Deconstructions
New Paintings by Kit Reuther
Sign and Flow
New Paintings by Allison Stewart
March 21 - April 18, 2009
Opening Reception for the artists
Saturday March 28, 6-8 PM
Beginning Saturday, March 21, Cumberland Gallery is pleased to present new paintings by local Nashville artist Kit Reuther and New Orleans painter Allison Stewart. This will be the fifth solo exhibition for Ms. Reuther at Cumberland Gallery and will mark the first solo show for Ms. Stewart with the gallery.
Kit Reuther’s (TN) large scale paintings continue to build and evolve thematically in her new body of work for this exhibition. Employing a restrained color palette with small infusions of color, her abstract works weaves marks and shapes amongst several layers of paint in an effort to achieve “a balance of intention and randomness.” She does not hesitate to reveal her choices in editing by maintaining areas where marks have been rubbed out or erased and redrawn. Thoughts are registered in a deliberately random order of gestural lines and intentional forms. For Reuther, her work “continues to build on a primitive vocabulary of ideas rendered in shorthand, made up of bold strokes, meandering lines, smears and drips.”
Reuther’s works are included in the collections of the TennesseeStateMuseum, Nashville, Bellsouth, Nashville and Landers and Associates, Memphis to name but a few.
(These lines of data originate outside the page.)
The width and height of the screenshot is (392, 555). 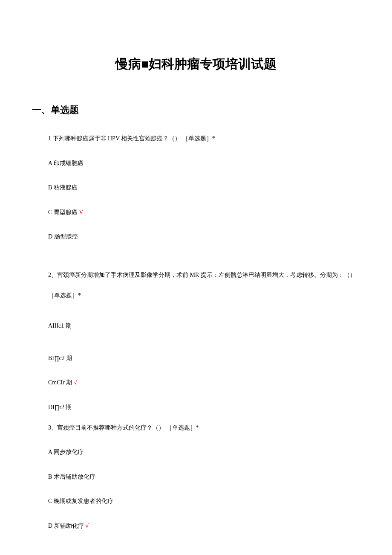 What do you see at coordinates (204, 188) in the screenshot?
I see `question-1-option-b: B 粘液腺癌` at bounding box center [204, 188].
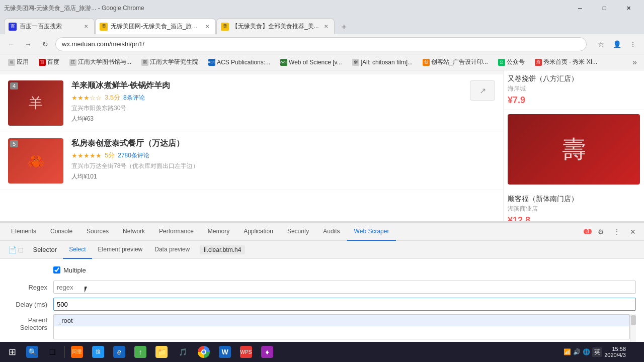 This screenshot has height=362, width=644. I want to click on sidebar-item-sub-2: 湖滨商业店, so click(574, 209).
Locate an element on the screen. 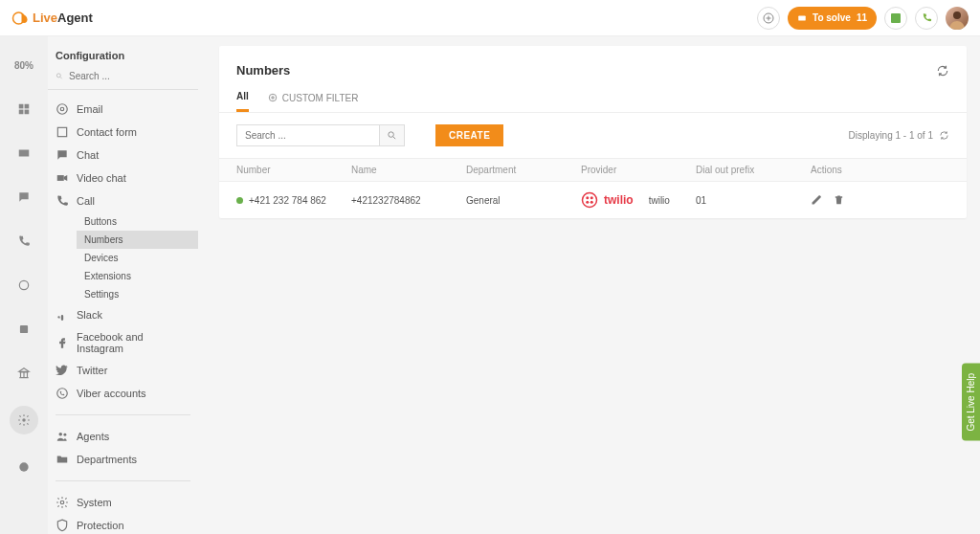  rail-people is located at coordinates (24, 329).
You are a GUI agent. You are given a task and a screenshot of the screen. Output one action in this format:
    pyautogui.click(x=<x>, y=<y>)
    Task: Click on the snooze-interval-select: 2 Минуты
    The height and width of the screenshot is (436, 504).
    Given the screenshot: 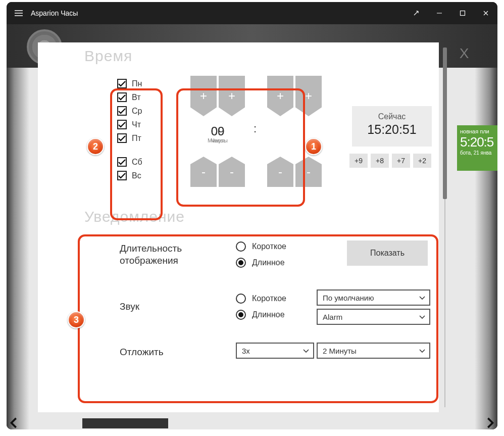 What is the action you would take?
    pyautogui.click(x=374, y=351)
    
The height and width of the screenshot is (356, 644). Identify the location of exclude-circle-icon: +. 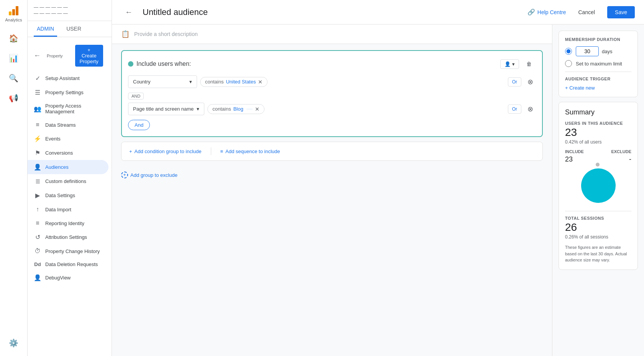
(125, 175).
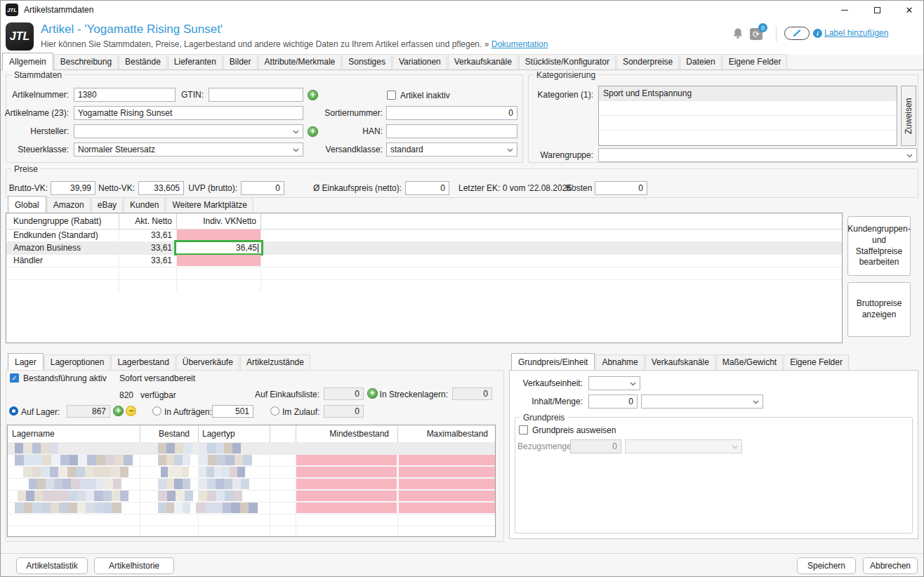 The width and height of the screenshot is (924, 577). I want to click on bestandsfuehrung-checkbox: ✓, so click(14, 378).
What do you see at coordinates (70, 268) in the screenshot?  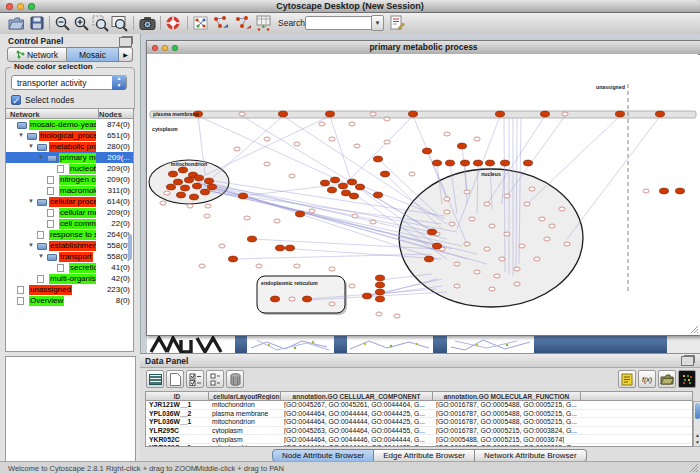 I see `tree-row: secretion41(0)` at bounding box center [70, 268].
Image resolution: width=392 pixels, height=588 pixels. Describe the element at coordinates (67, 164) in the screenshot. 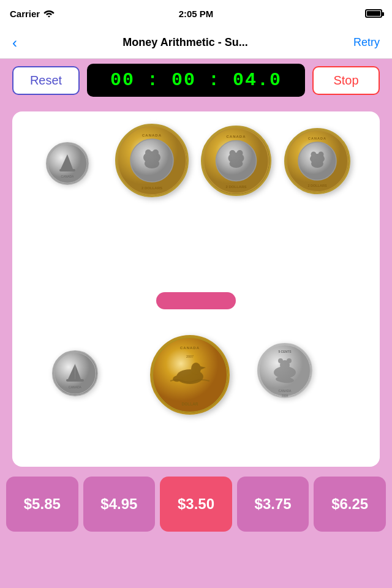

I see `coin-dime-top: CANADA` at that location.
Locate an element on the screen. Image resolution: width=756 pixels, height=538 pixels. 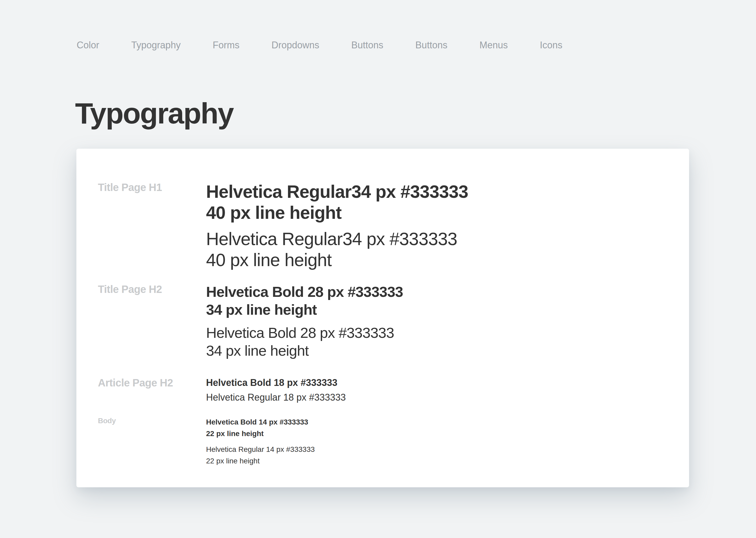
row-label: Title Page H2 is located at coordinates (152, 289).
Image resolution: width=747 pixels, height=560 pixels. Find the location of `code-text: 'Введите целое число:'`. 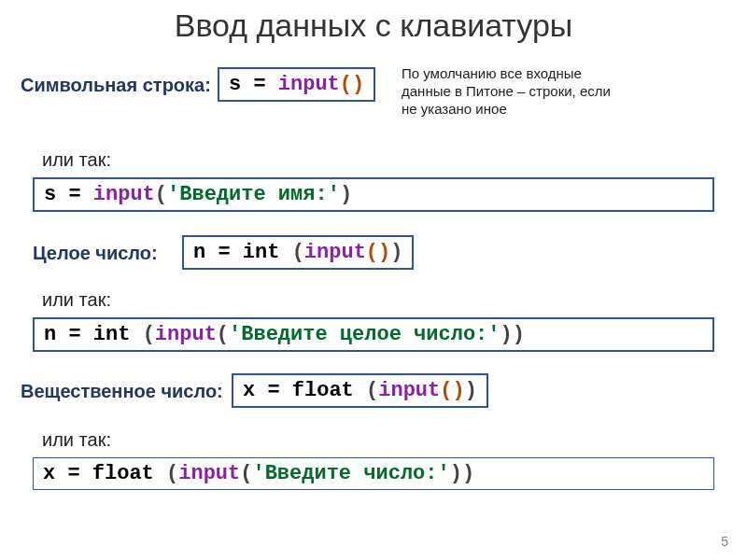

For Allison Stewart (LA), the elegantly historic environment of New Orleans set against the ongoing reconstruction in lieu of the catastrophic devastation resulting from hurricane Katrina provides an entry point to understanding her painting process. Her experience of living these events prompts her to explore the dynamics of natural processes, the “ebbs and tides of the river, the processes of erosion and sedimentation, the phases of the moon, the fury of storms” and to understand her place among them. In her painting process, the ideas of erosion and excavation are as fundamentally important as their counterpart of regeneration. While building layer upon layer of paint, she relies upon scraping away paint to unearth a history of marks or puddles to “coalesce into an image that is both familiar and unknowable.” Paralleling the cycle of nature, exposed and eroded elements are as vital to the visual language of her work as that of re-growth or renewal. Stewart’s paintings impart the feeling of witnessing these ideas occurring simultaneously on the same surface. At once they describe the fluidity of water, the organic, living environment as well as the historical record of that which was lost or eroded.
Stewart’s work is included in the collections of Chase Manhattan Bank, NY, Ernst and Whitney, New Orleans and Morgan Keenan Inc, Memphis to list but a few.
The opening reception for the artists is Saturday, March 28, 6-8PM. It is free and open to the public. Regular gallery hours are 10qm – 5pm Tuesday through Saturday.